Jim Henson hated violence and it was a recurring theme of one of his final projects, Dog City, in which cartoon and animator would often converse with one another. Films like Labyrinth and The Dark Crystal check off all of the boxes on a typical hero's journey, but there's very little in the way of actual fighting. In The Dark Crystal, the protagonist loses an easily avoidable fight to the second tier villain in a scene which seemingly serves no purpose except to show that it's not the ability to win a fight that makes a hero, it's the courage to do what is right.

In Hayao Miyazaki's filmography, violence is either a brutal and ugly thing, like in Princess Mononoke, or it's treated as the height of stupidity.
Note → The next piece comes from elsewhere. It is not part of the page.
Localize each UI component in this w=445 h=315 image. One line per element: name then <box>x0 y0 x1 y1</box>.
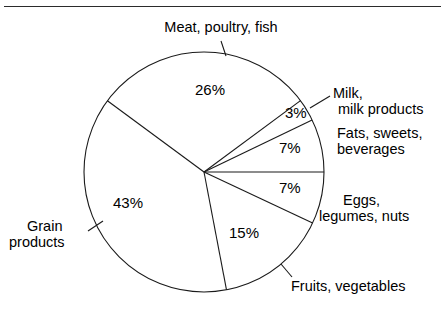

Such was the case with the fist fights in Porco Rosso and Castle in the Sky. It's just two men trying to prove whose manlier with their fists and for comedic effect. Any other time we see fighting in his films, the contest is brief, one-sided, and meant only to move the story forward.

Peter S. Beagle's The Last Unicorn has characters fighting off-screen (off-page in the novel) or else a battle ends abruptly. A harpy makes a single dive to attack the unicorn, then finds a new target. A prince performs several heroic deeds, such as slaying dragons and ogres, that we never actually get to see. The evil king clumsily swings his sword, etc.

What other examples are there of adventures stories in which it's evident that the person behind the story dislikes violence being portrayed as something cool and exciting?